The universal success of Tolstoi’s writings is undoubtedly due in part to his high literary gifts. But that part is not the greatest; for, as we have seen in the beginning of this chapter, it was not his artistically most important creations, the works of his best years, but his later mystical works, which have won for him his body of believers. This effect is to be explained, not on æsthetical, but on pathological grounds. Tolstoi would have remained unnoticed, like any Knudsen of the seventeenth century, if his extravagances as a degenerate mystic had not found his contemporaries prepared for their reception. The widespread hysteria from exhaustion was the requisite soil in which alone Tolstoism could flourish.
That the rise and expansion of Tolstoism is to be traced, not to the intrinsic merit of Tolstoi’s writings, but to the mental condition of his readers, is made clear in the most significant manner by the difference in those parts of his system which have made an impression in various countries. In every nation just such tones awakened an echo as were attuned with its own nervous system.
In England it was Tolstoi’s sexual morality that excited the greatest interest, for in that country economic reasons condemn a formidable number of girls, particularly of the educated classes, to forego marriage; and, from a theory which honoured chastity as the highest dignity and noblest human destiny, and branded marriage with gloomy wrath as abominable depravity, these poor creatures would naturally derive rich consolation for their lonely, empty lives, and their cruel exclusion from the possibility of fulfilling their natural calling. The Kreutzer Sonata has, therefore, become the book of devotion of all the spinsters of England.
In France Tolstoism is particularly valued for the way in which it casts out science, deposes the intellect from all offices and dignities, preaches the return to implicit faith, and praises the poor in spirit as alone happy. This is water to the mill of neo-Catholics, and those mystics, from political motives, or from degeneration, who erect a cathedral to pious symbolism, raise up also a high altar to Tolstoi in their church.

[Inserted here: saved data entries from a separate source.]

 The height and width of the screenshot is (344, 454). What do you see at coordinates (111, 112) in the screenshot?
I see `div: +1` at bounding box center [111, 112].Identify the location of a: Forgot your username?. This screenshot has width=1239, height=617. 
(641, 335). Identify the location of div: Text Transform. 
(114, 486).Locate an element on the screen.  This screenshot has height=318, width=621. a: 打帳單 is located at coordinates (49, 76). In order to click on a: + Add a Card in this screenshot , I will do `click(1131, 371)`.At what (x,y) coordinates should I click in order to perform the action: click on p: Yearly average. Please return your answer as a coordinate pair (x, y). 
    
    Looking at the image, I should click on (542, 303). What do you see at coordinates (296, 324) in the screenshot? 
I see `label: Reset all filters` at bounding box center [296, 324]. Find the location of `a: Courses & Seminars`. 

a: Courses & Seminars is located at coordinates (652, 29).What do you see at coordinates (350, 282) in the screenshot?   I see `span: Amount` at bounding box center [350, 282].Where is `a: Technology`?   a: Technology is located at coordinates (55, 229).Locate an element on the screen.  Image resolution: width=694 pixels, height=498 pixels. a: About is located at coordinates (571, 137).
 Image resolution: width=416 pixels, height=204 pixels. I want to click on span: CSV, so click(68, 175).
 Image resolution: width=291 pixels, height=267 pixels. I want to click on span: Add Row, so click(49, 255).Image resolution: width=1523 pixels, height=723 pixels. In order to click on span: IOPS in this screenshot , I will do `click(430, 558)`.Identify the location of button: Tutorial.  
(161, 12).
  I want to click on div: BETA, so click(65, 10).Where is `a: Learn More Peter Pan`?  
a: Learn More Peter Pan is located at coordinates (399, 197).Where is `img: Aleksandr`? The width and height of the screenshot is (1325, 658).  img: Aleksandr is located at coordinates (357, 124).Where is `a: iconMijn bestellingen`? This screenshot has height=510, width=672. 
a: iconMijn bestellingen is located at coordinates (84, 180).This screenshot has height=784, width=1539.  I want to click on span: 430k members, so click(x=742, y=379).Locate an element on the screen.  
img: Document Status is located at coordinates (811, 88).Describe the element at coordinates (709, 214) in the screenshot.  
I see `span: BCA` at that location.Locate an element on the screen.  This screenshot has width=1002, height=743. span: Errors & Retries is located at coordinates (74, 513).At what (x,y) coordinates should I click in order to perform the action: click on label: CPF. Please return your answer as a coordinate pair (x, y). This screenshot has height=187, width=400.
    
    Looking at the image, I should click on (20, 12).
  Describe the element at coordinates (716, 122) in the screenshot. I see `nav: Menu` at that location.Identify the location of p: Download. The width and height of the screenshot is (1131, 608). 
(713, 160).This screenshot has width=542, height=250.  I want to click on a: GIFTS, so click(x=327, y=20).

In Germany, on the whole, but little enthusiasm is evinced for the abstinence-morality of the Kreutzer Sonata, and the intellectual reaction of My Confession, My Religion, and Fruits of Enlightenment. On the other hand, his followers in that country exalt Tolstoi’s vague socialism and his morbid fraternal love into their dogma. All the muddle-headed among our people who, not from sober scientific conviction, but from hysterical emotionalism, feel a leaning towards a sickly, impotent socialism, which tends principally towards ministering cheap broth to proletarians, and towards revelling in sentimental romances and melodramas from the pretended life of the city worker, naturally discovered in Tolstoi’s ‘give-me-something-communism,’ with its scorn for all economic and moral laws, the expression of their—very platonic!—love for the disinherited. And in the circles in which Herr von Egidy’s watery rationalism (at least a hundred years behind time) could rise into notoriety, and in which his first writing could call forth nearly a hundred replies, assents, and explanations, Tolstoi’s Short Exposition of the Gospel, with its denial of the divine nature of Christ, and of existence after death, with its effusions of a superabundance of feelings of aimless love, its incomprehensible personal sanctification and rhetoric morality, and especially with its astounding misinterpretation of the clearest passages from Scripture, must indeed have been an event. All the adherents of Herr von Egidy are predestined followers of Tolstoi, and all Tolstoi’s admirers perpetrate an inconsistency if they do not enter into the new Salvation Army of Herr von Egidy.
By the special timbre of the echo which Tolstoism calls forth in different countries, he has become an instrument which is better fitted than any other tendency of degeneration in contemporary literature for the determination, measurement, and comparison, in kind and degree, of degeneration and hysteria among those civilized nations in which the phenomenon of the Dusk of the Nations has been observed.
[CHAPTER V.]
THE RICHARD WAGNER CULT.
WE have seen in a previous chapter that the whole mystic movement of the period has its roots in romanticism, and hence originally emanates from Germany. In England German romanticism was metamorphosed into pre-Raphaelitism, in France the latter engendered, with the last remains of its procreative strength, the abortions of symbolism and neo-Catholicism, and these Siamese twins contracted with Tolstoism a mountebank marriage such as might take place between the cripple of a fair and the wonder of a show-booth. While the descendants of the emigrant (who on his departure from his German home already carried in him all the germs of subsequent tumefactions and disfigurements), so changed as to be almost unrecognisable, grew up in different countries, and set about returning to their native land to attempt the renewal of family ties with their home-staying connections, Germany gave birth to a new prodigy, who was in truth only reared with great trouble to manhood, and for long years received but little notice or appreciation, but who finally obtained an incomparably mightier attractive force over the great fools’ fair of the present time than all his fellow-competitors. This prodigy is ‘Wagnerism.’ It is the German contribution to modern mysticism, and far outweighs all that the other nations combined have supplied to that movement. For Germany is powerful in everything, in evil as in good, and the magnitude of its elementary force manifests itself in a crushing manner in its degenerate, as well as in its ennobling, efforts.